Write Cache with SSDs or Disk Cache: use SSDs disk to increase performance and protect data in case of power failures but shorten the lifetime of SSDs.
Data Reduction
Data reduction is an umbrella term to refer to multiple techniques used by the industry to optimize the storage utilization. The two common techniques for data reduction are Compression and deduplication. We can find manufacturers with high compression and/or deduplication ratio but at the end, the achievable compression and/or deduplication ratio is dependent on the kind of data. With uncompressed data, like text or raw formats, compression and deduplication have tremendous gain. While for data like videos or jpegs, the achievable compression and deduplication might be minimal. (Well, unless you keep multiple copies of the same videos and jpegs).
IOPS Per Disk Type
Each disk type provides certain amount of IOPS. These IOPS will account towards the amount of raw IOPS a system can provide.
*Write IOPS varies among vendors and disk models
How many disks? How many IOPS?
If we would live in a perfect world without RAID penalty calculating the amount of disk to achieve certain amount of IOPS would be a simple addition, but we have the RAID penalty.
Here are some basic formulas a storage administrator would learn:
- Total Raw IOPS = Disk IOPS * Number of disks
- Functional IOPS = (Raw IOPS * Write%) / (Raid Penalty) + (Raw IOPS * Read %)
How many disks are required to achieve certain number of IOPS?
- Disks Required = ((Read IOPS) + (Write IOPS*Raid Penalty)) / Disk IOPS
Traditionally, we would need to do something like this.

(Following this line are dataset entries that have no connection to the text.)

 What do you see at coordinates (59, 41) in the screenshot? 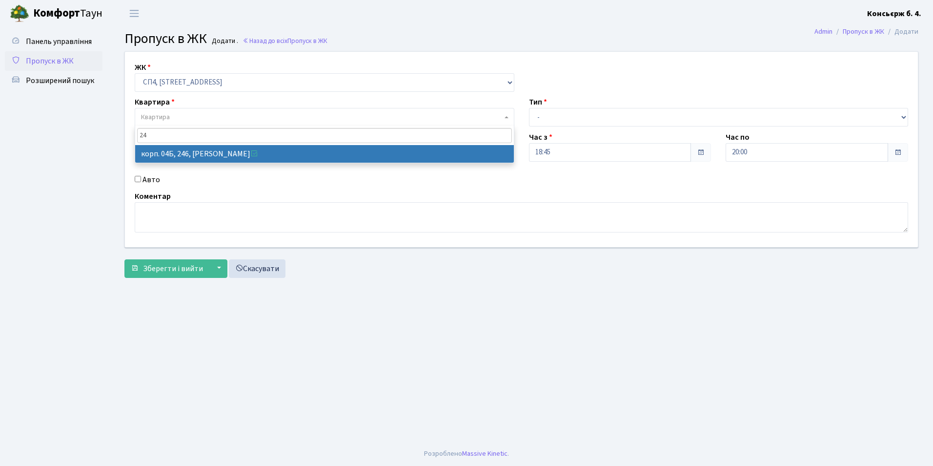
I see `span: Панель управління` at bounding box center [59, 41].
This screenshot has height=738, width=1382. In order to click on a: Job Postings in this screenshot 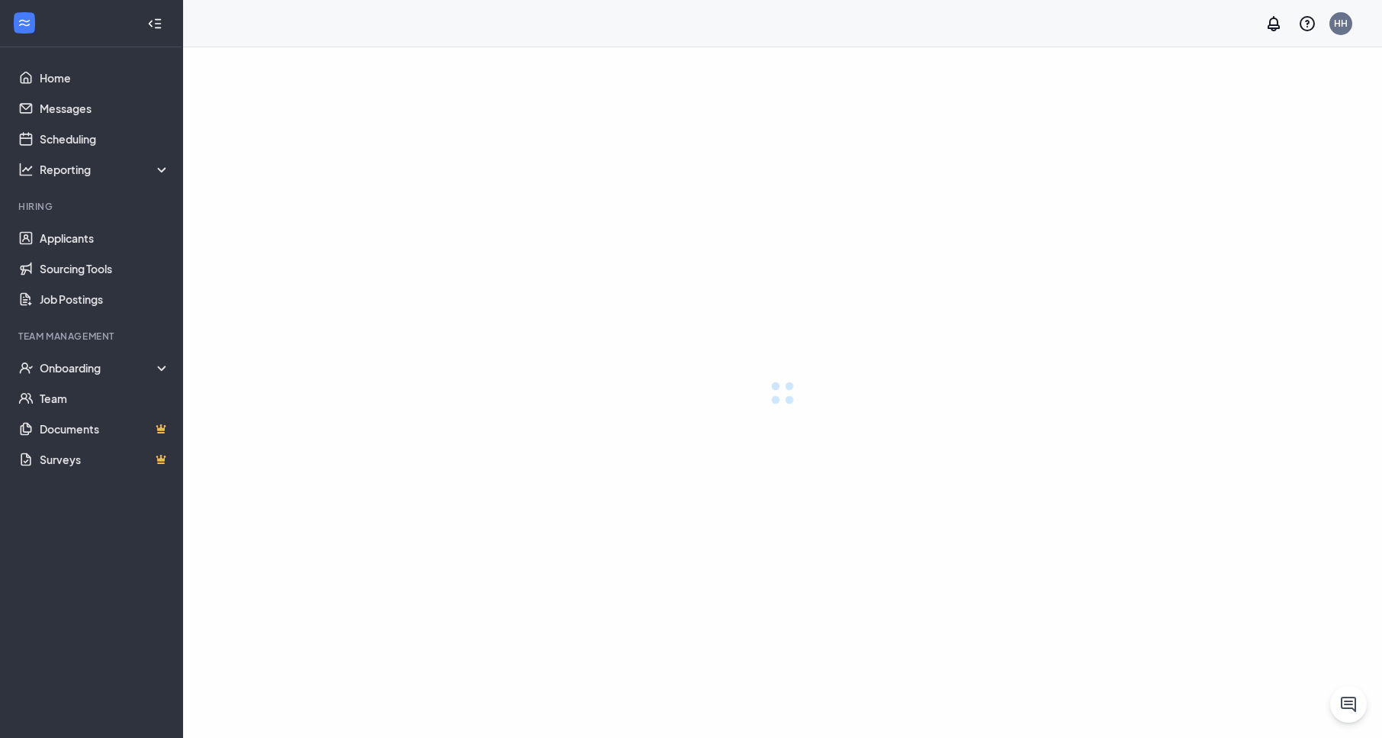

Lets say we want to know how many disks we need to achieve 2000 IOPS for a typical VDI workload that is 80% writes and 20% reads and we want to use 15K RPMs disks (180 IOPS per disk).
Disks Required = ((Raw IOPS * Read%) + ((Raw IOPS * Write%) * Raid Penalty)) / Disk IOPS
[(400) + (1600* Raid Penalty)] / 180 = ??
Following the math it means that to run this VDI workload we would need 39 disks using RAID5 and 58 disks using RAID6.
Here is where workload characterization comes into play because if we understand the workload behavior, we can use or more cache or larger buffers to reduce the amount of disks. Here is where the UCS Invicta as application acceleration comes into play.
Those are part of the pains and part of the basic lingo we use in storage arrays. In part four we will see how UCS Invicta works and how it simplifies our datacenter.